“God never commands us to divorce a cheater.” – Christian “expert”
“Technically true, God never explicitly commands us to divorce a cheater. BUT God DOES repeatedly and explicitly command His people to put adulterous cheaters to death!” -Divorce Minister.
I am so tired of hearing pastors and other Christian “experts” spout off to faithful spouses this nonsense regarding divorcing a cheater!
If we are going to go all legalistic on this number, then we ought to be forming lobbying groups to petition our government to reinstall Biblical punishments for adulterous spouses.
“If a man commits adultery with his neighbor’s wife, both the man and the woman who have committed adultery must be put to death.” -Leviticus 20:10, NLT
I do NOT recommend re-instituting the death penalty for adultery.
So, let’s just drop the rigid legalism on divorce as well.
Often, the discussion of divorce among Christian leaders does not take into account the Old Testament passages that demanded the death of cheaters. God takes adultery very seriously, folks!
But, DM, we are now under grace. That’s why we don’t put the adulterous to death. We aren’t under the Law.
True, we live under God’s mercy and grace today.
Yet it is a perverted sort of mercy or grace to pardon a perpetrator of adultery’s penalty only to add on demands on their victim that were never there while under the Law:
Namely, to add on the demand to remain married to an adulterous abuser (who otherwise would have been dead under the Law).

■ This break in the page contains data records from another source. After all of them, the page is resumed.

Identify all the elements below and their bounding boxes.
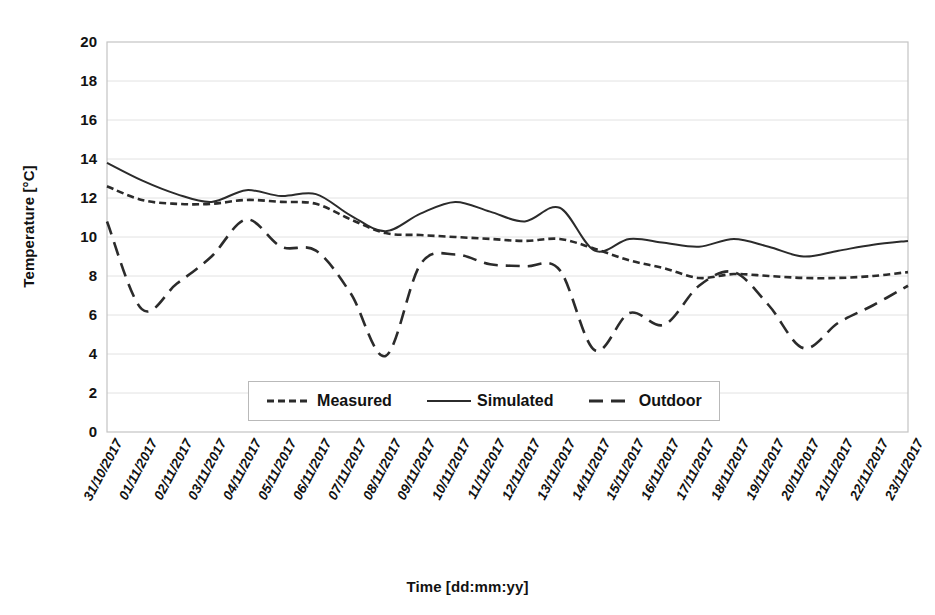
legend-swatch-dotted-icon xyxy=(266,396,312,406)
legend-swatch-dashed-icon xyxy=(588,396,634,406)
x-axis-title: Time [dd:mm:yy] xyxy=(0,578,935,595)
series-line-simulated xyxy=(107,163,908,257)
legend-swatch-solid-icon xyxy=(426,396,472,406)
legend-label: Measured xyxy=(317,392,392,410)
x-axis-tick-labels: 31/10/201701/11/201702/11/201703/11/2017… xyxy=(107,437,908,577)
temperature-line-chart: Temperature [°C] 20181614121086420 31/10… xyxy=(0,0,935,615)
legend-label: Simulated xyxy=(477,392,553,410)
legend-item-outdoor: Outdoor xyxy=(588,392,702,410)
legend-label: Outdoor xyxy=(639,392,702,410)
chart-legend: MeasuredSimulatedOutdoor xyxy=(248,381,720,421)
legend-item-simulated: Simulated xyxy=(426,392,553,410)
legend-item-measured: Measured xyxy=(266,392,392,410)
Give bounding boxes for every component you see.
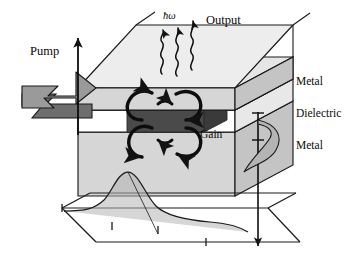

A fuller biblical perspective on divorce and adultery would extend mercy and grace to both parties:
1) The cheater gets to keep his or her life. That’s mercy.
2) The faithful spouse is free to divorce the adulterous abuser of his or her soul without shame or stigma. In fact, divorcing the cheater ought to be billed by Christians as an act of righteousness and mercy (see Leviticus 20:10 and Matthew 1:19).
I have no problem extending mercy to cheaters. But let us extend it to faithful spouses as well!